Steve played a critical role in bringing to Minnesota one of the conferences of the International Association of Genocide Scholars and also the Workshop on Armenian Turkish Scholarship. His deep interest in problems of representation led him to support the work of many artists and to consult on countless museum installations. A few years ago he brought to the Twin Cities "Coexistence," an art exhibit dedicated to the idea that people of difference can live together in this world. It was a classic Steve operation, and when I look out my office window, still hanging on one of the University of Minnesota lecture halls is the giant print with the Star of David, Christian Cross, and Muslim Crescent shaped to spell out the word, "coexistence." When he first broached the idea in a meeting -- he had seen the exhibit elsewhere -- all of us in the room looked around: How do you go about installing 40 major works of art in public spaces in Minneapolis and Saint Paul? How do you even transport art from one location to another? We had no idea. Well, in a few weeks, he had drummed up the support of the president of the University, the dean of the College of Liberal Arts, the mayor of Minneapolis, the mayor of Saint Paul, and major multinational companies headquartered in Minnesota like the Target Corporation and Allianz of North America, along with a dozen departments at the University that developed classes, lectures, and workshops to go along with the exhibit. He did the same in 2008 with the "Deadly Medicine" exhibit on Nazi eugenics that he helped bring from the United States Holocaust Memorial Museum to the Science Museum of Minnesota.
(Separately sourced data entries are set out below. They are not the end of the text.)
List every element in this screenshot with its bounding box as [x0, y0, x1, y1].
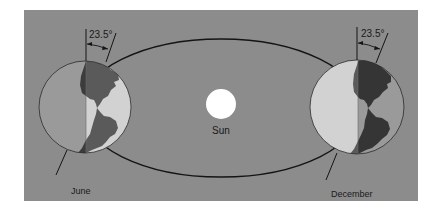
tilt-axis-line [56, 150, 67, 175]
june-label: June [71, 186, 91, 196]
sun-icon [206, 89, 236, 119]
june-tilt-label: 23.5° [89, 29, 112, 40]
tilt-axis-line [326, 153, 337, 180]
june-globe: 23.5° June [38, 29, 134, 196]
december-tilt-label: 23.5° [361, 28, 384, 39]
december-label: December [331, 189, 373, 199]
orbit-diagram: Sun 23.5° June [0, 0, 439, 212]
december-globe: 23.5° December [308, 27, 408, 199]
sun-label: Sun [212, 125, 230, 136]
That was Steve. He had extraordinary ideas for meaningful projects and he brought all sorts of people and institutions together to make them happen. He also brought many generous donors to the University of Minnesota. It is largely because of him that we have a Center for Holocaust and Genocide Studies; a new endowed chair in Jewish history; a chair devoted to issues of atrocity crimes, human rights, and Armenian history and culture; and an endowed lecture series. This list, too, goes on and on.
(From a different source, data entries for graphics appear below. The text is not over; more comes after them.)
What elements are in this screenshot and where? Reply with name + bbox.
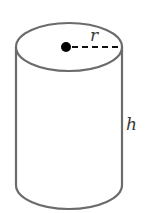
radius-label: r [90,25,99,45]
center-dot [61,42,71,52]
height-label: h [126,114,137,134]
cylinder-bottom-arc [16,185,122,209]
cylinder-diagram: r h [0,0,148,213]
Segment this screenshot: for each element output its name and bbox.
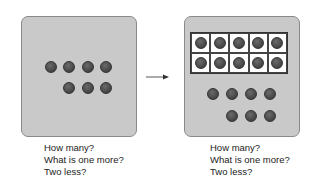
caption-line-one-more: What is one more? xyxy=(210,154,290,166)
ten-frame-cell xyxy=(229,53,248,73)
right-caption: How many? What is one more? Two less? xyxy=(210,142,290,178)
caption-line-how-many: How many? xyxy=(44,142,124,154)
counter-dot xyxy=(271,37,283,49)
counter-dot xyxy=(82,82,94,94)
right-arrow-icon xyxy=(146,74,170,80)
counter-dot xyxy=(245,110,257,122)
counter-dot xyxy=(100,82,112,94)
counter-dot xyxy=(226,110,238,122)
ten-frame-cell xyxy=(268,53,287,73)
counter-dot xyxy=(252,57,264,69)
ten-frame-cell xyxy=(229,33,248,53)
caption-line-two-less: Two less? xyxy=(210,166,290,178)
counter-dot xyxy=(195,57,207,69)
counter-dot xyxy=(207,88,219,100)
counter-dot xyxy=(233,57,245,69)
counter-dot xyxy=(245,88,257,100)
left-caption: How many? What is one more? Two less? xyxy=(44,142,124,178)
counter-dot xyxy=(264,110,276,122)
counter-dot xyxy=(214,57,226,69)
ten-frame-cell xyxy=(249,53,268,73)
ten-frame-cell xyxy=(210,33,229,53)
counter-dot xyxy=(233,37,245,49)
left-panel xyxy=(21,16,137,137)
ten-frame-cell xyxy=(268,33,287,53)
counter-dot xyxy=(63,82,75,94)
caption-line-how-many: How many? xyxy=(210,142,290,154)
counter-dot xyxy=(63,61,75,73)
counter-dot xyxy=(45,61,57,73)
ten-frame-cell xyxy=(191,53,210,73)
counter-dot xyxy=(195,37,207,49)
ten-frame xyxy=(190,32,288,74)
ten-frame-cell xyxy=(191,33,210,53)
ten-frame-cell xyxy=(210,53,229,73)
counter-dot xyxy=(252,37,264,49)
counter-dot xyxy=(264,88,276,100)
counter-dot xyxy=(100,61,112,73)
ten-frame-cell xyxy=(249,33,268,53)
caption-line-one-more: What is one more? xyxy=(44,154,124,166)
counter-dot xyxy=(271,57,283,69)
counter-dot xyxy=(214,37,226,49)
right-panel xyxy=(184,16,300,137)
caption-line-two-less: Two less? xyxy=(44,166,124,178)
counter-dot xyxy=(226,88,238,100)
counter-dot xyxy=(82,61,94,73)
All of his activities were the result of his sense of being Jewish and of being human -- and the two were, I believe, inextricably intertwined in him. Combined they gave him the belief that one lives in this world, one acts in this world, and one tries to leave the world just a little bit better than the way one found it. And that Steve did. Above all else, Steve Feinstein was a great humanitarian, someone with a profound belief in the value of research and education, a person who truly believed, that if we had just one more lecture about Darfur, ran one more outreach session with teachers on the Armenian Genocide, taught one more course on the Holocaust and genocides, it really could make a difference and the world would be a better place for all of us.
And then he would tell a joke. That, too, was Steve.